Forum signup: In general terms, if someone is visiting a forum it probably means that they want to sign-up. In this case, it is OK to make them enter their address twice, make sure they match and send them a confirmation email. They'll probably try to log-on later on and discover something went wrong and re-register.

While I said "that's OK", I also think it is bad form not to at least do enough validation of all input data, including email, to catch innocent mistakes. I think people who are against email validation might have that position because they don't understand it or gat bitten by a crappy regex expression and that is that.

Now your forum sign-up user is angry because they have to enter all of their information again and go through the process one more time. Who knows, they might make a mistake once again. While I don't have any data to back this up I would venture to guess that the drop-off rate for making a visitor enter all of their data multiple times is significant.

Payment Confirmation: Must check as much as you can.

From my vantage point taking ANY action that might loose or annoy a visitor is simply --to be kind-- programming.
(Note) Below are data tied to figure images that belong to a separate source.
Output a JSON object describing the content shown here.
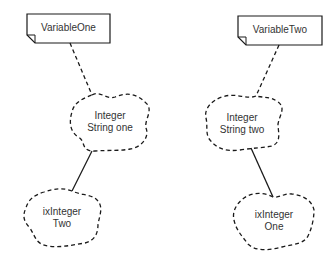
{
  "diagram": {
    "left": {
      "note": {
        "label": "VariableOne"
      },
      "upper_cloud": {
        "line1": "Integer",
        "line2": "String one"
      },
      "lower_cloud": {
        "line1": "ixInteger",
        "line2": "Two"
      }
    },
    "right": {
      "note": {
        "label": "VariableTwo"
      },
      "upper_cloud": {
        "line1": "Integer",
        "line2": "String two"
      },
      "lower_cloud": {
        "line1": "ixInteger",
        "line2": "One"
      }
    }
  },
  "colors": {
    "stroke": "#1a1a1a",
    "text": "#333333",
    "background": "#ffffff"
  }
}
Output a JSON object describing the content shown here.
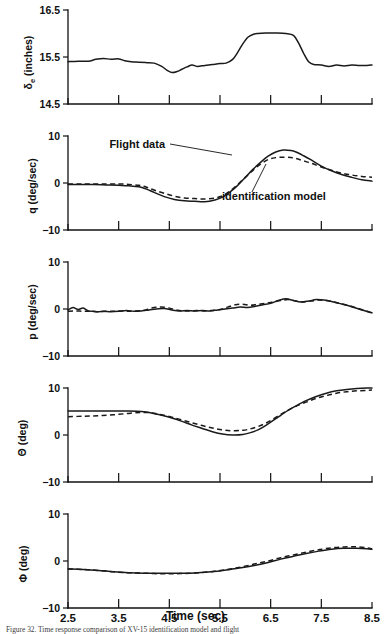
{
  "figure": {
    "xaxis_title": "Time (sec)",
    "caption": "Figure 32.    Time response comparison of XV-15 identification model and flight",
    "annotations": {
      "flight_data": "Flight data",
      "identification_model": "identification model"
    }
  },
  "chart_data": [
    {
      "type": "line",
      "panel_index": 0,
      "ylabel": "δe (inches)",
      "ylabel_main": "δ",
      "ylabel_sub": "e",
      "ylabel_unit": " (inches)",
      "xlabel": "Time (sec)",
      "title": "",
      "xlim": [
        2.5,
        8.5
      ],
      "ylim": [
        14.5,
        16.5
      ],
      "yticks": [
        14.5,
        15.5,
        16.5
      ],
      "ytick_labels": [
        "14.5",
        "15.5",
        "16.5"
      ],
      "xticks": [
        2.5,
        3.5,
        4.5,
        5.5,
        6.5,
        7.5,
        8.5
      ],
      "grid": false,
      "legend": "none",
      "series": [
        {
          "name": "Flight data",
          "style": "solid",
          "x": [
            2.5,
            2.7,
            2.9,
            3.05,
            3.2,
            3.35,
            3.5,
            3.62,
            3.75,
            3.9,
            4.05,
            4.2,
            4.35,
            4.45,
            4.55,
            4.65,
            4.75,
            4.85,
            4.95,
            5.05,
            5.2,
            5.35,
            5.5,
            5.62,
            5.75,
            5.85,
            5.95,
            6.05,
            6.15,
            6.25,
            6.4,
            6.6,
            6.8,
            6.95,
            7.05,
            7.15,
            7.25,
            7.35,
            7.5,
            7.65,
            7.8,
            7.95,
            8.1,
            8.25,
            8.4,
            8.5
          ],
          "y": [
            15.4,
            15.41,
            15.41,
            15.45,
            15.47,
            15.45,
            15.46,
            15.42,
            15.4,
            15.39,
            15.38,
            15.37,
            15.3,
            15.22,
            15.17,
            15.19,
            15.24,
            15.29,
            15.33,
            15.3,
            15.32,
            15.34,
            15.36,
            15.37,
            15.45,
            15.6,
            15.78,
            15.92,
            15.98,
            16.0,
            16.01,
            16.01,
            16.0,
            15.96,
            15.8,
            15.58,
            15.4,
            15.34,
            15.33,
            15.3,
            15.33,
            15.31,
            15.33,
            15.32,
            15.32,
            15.33
          ]
        }
      ]
    },
    {
      "type": "line",
      "panel_index": 1,
      "ylabel": "q (deg/sec)",
      "xlabel": "Time (sec)",
      "title": "",
      "xlim": [
        2.5,
        8.5
      ],
      "ylim": [
        -10,
        10
      ],
      "yticks": [
        -10,
        0,
        10
      ],
      "ytick_labels": [
        "−10",
        "0",
        "10"
      ],
      "xticks": [
        2.5,
        3.5,
        4.5,
        5.5,
        6.5,
        7.5,
        8.5
      ],
      "grid": false,
      "legend": "annotated",
      "series": [
        {
          "name": "Flight data",
          "style": "solid",
          "x": [
            2.5,
            2.75,
            3.0,
            3.25,
            3.5,
            3.7,
            3.9,
            4.05,
            4.2,
            4.4,
            4.6,
            4.8,
            5.0,
            5.2,
            5.4,
            5.55,
            5.7,
            5.85,
            6.0,
            6.15,
            6.3,
            6.45,
            6.6,
            6.75,
            6.9,
            7.0,
            7.15,
            7.3,
            7.5,
            7.7,
            7.9,
            8.1,
            8.3,
            8.5
          ],
          "y": [
            -0.3,
            -0.3,
            -0.3,
            -0.4,
            -0.5,
            -0.6,
            -0.8,
            -1.3,
            -2.0,
            -2.9,
            -3.5,
            -3.8,
            -3.9,
            -4.0,
            -3.6,
            -3.0,
            -1.9,
            -0.5,
            1.2,
            2.9,
            4.4,
            5.7,
            6.6,
            7.0,
            6.9,
            6.6,
            5.8,
            4.9,
            3.6,
            2.6,
            1.8,
            1.2,
            0.7,
            0.4
          ]
        },
        {
          "name": "identification model",
          "style": "dashed",
          "x": [
            2.5,
            2.75,
            3.0,
            3.25,
            3.5,
            3.7,
            3.9,
            4.05,
            4.2,
            4.4,
            4.6,
            4.8,
            5.0,
            5.2,
            5.4,
            5.55,
            5.7,
            5.85,
            6.0,
            6.15,
            6.3,
            6.45,
            6.6,
            6.75,
            6.9,
            7.0,
            7.15,
            7.3,
            7.5,
            7.7,
            7.9,
            8.1,
            8.3,
            8.5
          ],
          "y": [
            -0.2,
            -0.2,
            -0.2,
            -0.2,
            -0.2,
            -0.3,
            -0.5,
            -0.9,
            -1.5,
            -2.2,
            -2.8,
            -3.2,
            -3.3,
            -3.4,
            -3.2,
            -2.7,
            -1.7,
            -0.3,
            1.2,
            2.7,
            4.0,
            5.0,
            5.4,
            5.5,
            5.4,
            5.2,
            4.7,
            4.2,
            3.4,
            2.7,
            2.1,
            1.7,
            1.4,
            1.2
          ]
        }
      ]
    },
    {
      "type": "line",
      "panel_index": 2,
      "ylabel": "p (deg/sec)",
      "xlabel": "Time (sec)",
      "title": "",
      "xlim": [
        2.5,
        8.5
      ],
      "ylim": [
        -10,
        10
      ],
      "yticks": [
        -10,
        0,
        10
      ],
      "ytick_labels": [
        "−10",
        "0",
        "10"
      ],
      "xticks": [
        2.5,
        3.5,
        4.5,
        5.5,
        6.5,
        7.5,
        8.5
      ],
      "grid": false,
      "legend": "none",
      "series": [
        {
          "name": "Flight data",
          "style": "solid",
          "x": [
            2.5,
            2.6,
            2.7,
            2.8,
            2.9,
            3.0,
            3.1,
            3.2,
            3.35,
            3.5,
            3.65,
            3.8,
            3.95,
            4.1,
            4.25,
            4.4,
            4.55,
            4.7,
            4.85,
            5.0,
            5.15,
            5.3,
            5.45,
            5.6,
            5.75,
            5.9,
            6.05,
            6.2,
            6.35,
            6.5,
            6.65,
            6.8,
            6.95,
            7.1,
            7.25,
            7.4,
            7.55,
            7.7,
            7.85,
            8.0,
            8.15,
            8.3,
            8.45,
            8.5
          ],
          "y": [
            -0.2,
            0.3,
            -0.1,
            0.2,
            -0.4,
            -0.5,
            -0.6,
            -0.5,
            -0.6,
            -0.5,
            -0.3,
            -0.5,
            -0.4,
            -0.2,
            0.0,
            0.1,
            -0.2,
            -0.4,
            -0.3,
            -0.4,
            -0.3,
            -0.4,
            -0.2,
            0.0,
            0.2,
            0.4,
            0.3,
            0.6,
            0.9,
            1.2,
            1.8,
            2.2,
            1.8,
            1.5,
            1.7,
            2.0,
            1.9,
            1.6,
            1.2,
            0.8,
            0.3,
            -0.2,
            -0.7,
            -0.8
          ]
        },
        {
          "name": "identification model",
          "style": "dashed",
          "x": [
            2.5,
            2.65,
            2.8,
            2.95,
            3.1,
            3.25,
            3.4,
            3.55,
            3.7,
            3.85,
            4.0,
            4.15,
            4.3,
            4.45,
            4.6,
            4.75,
            4.9,
            5.05,
            5.2,
            5.35,
            5.5,
            5.65,
            5.8,
            5.95,
            6.1,
            6.25,
            6.4,
            6.55,
            6.7,
            6.85,
            7.0,
            7.15,
            7.3,
            7.45,
            7.6,
            7.75,
            7.9,
            8.05,
            8.2,
            8.35,
            8.5
          ],
          "y": [
            -0.5,
            -0.4,
            -0.5,
            -0.5,
            -0.6,
            -0.5,
            -0.5,
            -0.4,
            -0.5,
            -0.4,
            -0.3,
            0.2,
            0.4,
            0.3,
            -0.1,
            -0.4,
            -0.4,
            -0.3,
            -0.4,
            -0.3,
            -0.1,
            0.4,
            0.9,
            1.0,
            0.8,
            1.0,
            1.2,
            1.5,
            1.8,
            2.0,
            1.7,
            1.5,
            1.7,
            1.9,
            1.8,
            1.5,
            1.1,
            0.7,
            0.2,
            -0.3,
            -0.8
          ]
        }
      ]
    },
    {
      "type": "line",
      "panel_index": 3,
      "ylabel": "Θ (deg)",
      "xlabel": "Time (sec)",
      "title": "",
      "xlim": [
        2.5,
        8.5
      ],
      "ylim": [
        -10,
        10
      ],
      "yticks": [
        -10,
        0,
        10
      ],
      "ytick_labels": [
        "−10",
        "0",
        "10"
      ],
      "xticks": [
        2.5,
        3.5,
        4.5,
        5.5,
        6.5,
        7.5,
        8.5
      ],
      "grid": false,
      "legend": "none",
      "series": [
        {
          "name": "Flight data",
          "style": "solid",
          "x": [
            2.5,
            2.8,
            3.1,
            3.4,
            3.7,
            3.95,
            4.15,
            4.35,
            4.55,
            4.75,
            4.95,
            5.15,
            5.35,
            5.55,
            5.75,
            5.95,
            6.1,
            6.25,
            6.4,
            6.55,
            6.7,
            6.85,
            7.0,
            7.2,
            7.4,
            7.6,
            7.8,
            8.0,
            8.2,
            8.4,
            8.5
          ],
          "y": [
            5.1,
            5.1,
            5.1,
            5.1,
            5.1,
            5.0,
            4.7,
            4.2,
            3.6,
            2.9,
            2.1,
            1.4,
            0.7,
            0.2,
            0.0,
            0.1,
            0.5,
            1.1,
            2.0,
            3.1,
            4.2,
            5.3,
            6.2,
            7.3,
            8.2,
            8.9,
            9.4,
            9.7,
            9.9,
            10.0,
            10.0
          ]
        },
        {
          "name": "identification model",
          "style": "dashed",
          "x": [
            2.5,
            2.8,
            3.1,
            3.4,
            3.7,
            3.95,
            4.15,
            4.35,
            4.55,
            4.75,
            4.95,
            5.15,
            5.35,
            5.55,
            5.75,
            5.95,
            6.1,
            6.25,
            6.4,
            6.55,
            6.7,
            6.85,
            7.0,
            7.2,
            7.4,
            7.6,
            7.8,
            8.0,
            8.2,
            8.4,
            8.5
          ],
          "y": [
            3.9,
            4.0,
            4.1,
            4.3,
            4.6,
            4.8,
            4.7,
            4.3,
            3.8,
            3.2,
            2.6,
            2.0,
            1.5,
            1.1,
            0.9,
            1.0,
            1.3,
            1.8,
            2.5,
            3.4,
            4.4,
            5.3,
            6.1,
            7.0,
            7.8,
            8.4,
            8.9,
            9.2,
            9.4,
            9.5,
            9.6
          ]
        }
      ]
    },
    {
      "type": "line",
      "panel_index": 4,
      "ylabel": "Φ (deg)",
      "xlabel": "Time (sec)",
      "title": "",
      "xlim": [
        2.5,
        8.5
      ],
      "ylim": [
        -10,
        10
      ],
      "yticks": [
        -10,
        0,
        10
      ],
      "ytick_labels": [
        "−10",
        "0",
        "10"
      ],
      "xticks": [
        2.5,
        3.5,
        4.5,
        5.5,
        6.5,
        7.5,
        8.5
      ],
      "grid": false,
      "legend": "none",
      "series": [
        {
          "name": "Flight data",
          "style": "solid",
          "x": [
            2.5,
            2.8,
            3.1,
            3.4,
            3.7,
            4.0,
            4.3,
            4.6,
            4.9,
            5.2,
            5.45,
            5.7,
            5.95,
            6.2,
            6.45,
            6.7,
            6.95,
            7.2,
            7.45,
            7.7,
            7.95,
            8.2,
            8.4,
            8.5
          ],
          "y": [
            -1.7,
            -1.8,
            -2.0,
            -2.3,
            -2.5,
            -2.6,
            -2.6,
            -2.6,
            -2.6,
            -2.4,
            -2.2,
            -1.8,
            -1.4,
            -0.9,
            -0.3,
            0.4,
            1.0,
            1.6,
            2.1,
            2.5,
            2.7,
            2.7,
            2.6,
            2.5
          ]
        },
        {
          "name": "identification model",
          "style": "dashed",
          "x": [
            2.5,
            2.8,
            3.1,
            3.4,
            3.7,
            4.0,
            4.3,
            4.6,
            4.9,
            5.2,
            5.45,
            5.7,
            5.95,
            6.2,
            6.45,
            6.7,
            6.95,
            7.2,
            7.45,
            7.7,
            7.95,
            8.2,
            8.4,
            8.5
          ],
          "y": [
            -1.7,
            -1.8,
            -2.0,
            -2.3,
            -2.5,
            -2.6,
            -2.7,
            -2.7,
            -2.6,
            -2.4,
            -2.1,
            -1.7,
            -1.2,
            -0.6,
            0.0,
            0.7,
            1.3,
            1.9,
            2.4,
            2.8,
            3.0,
            3.0,
            2.8,
            2.6
          ]
        }
      ]
    }
  ]
}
There's no excuse for that in my book.


It's a good approach because it doesn't filter out grammatically correct e-mails while blocking the blatantly false.

About the invalid cases, who cares? It's not a problem, you must send an e-mail to check for correctness either way:

your user may

* wrongly type his e-mail e.g. bil.gates@microsoft.com

* write on purpose a valid e-mail of another person e.g. yourbestenemy@gmail.com

* write a grammatically valid but nonexistent address

* forget how to access his own e-mail address

You must always send a mail to confirm his validity, so if you have some false positives there is no harm, and it's faster to validate too.


> It's a good approach because it doesn't filter out grammatically correct e-mails while blocking the blatantly false.

Sorry, that's not a good reason to use this. If you use the correct approach you will NOT filter out syntactically correct emails and you WILL catch all invalid addresses that can be detected syntactically.

It just isn't a good idea to use this expression in place of the RFC822 expression. And, keep in mind, I am not a fan of the RFC822 expression.

With regards to your other scenarios, please read my reply to "rawb92" here:

http://news.ycombinator.com/item?id=5003032

In a nutshell, if someone enters a malformed email address by mistake and you don't catch it, it's game over. What are you going to do? Send them an email?

The spammers and tricksters will always exist. You'll have to decide how to deal with them yourself. In other words, stuff like someone attempting to sign-up their buddy to a porn site. That's got nothing to do with email validity, that's a matter of identification, and, yes, in that case the first line of defense is to send out a confirmation email.


This is an interesting sample. Can I see the rest of your data?


> then check second group for common domain typos, and what have you.

You can use something like Mailcheck.js [0] for that client-side; it'll help weed out a lot of domain typos.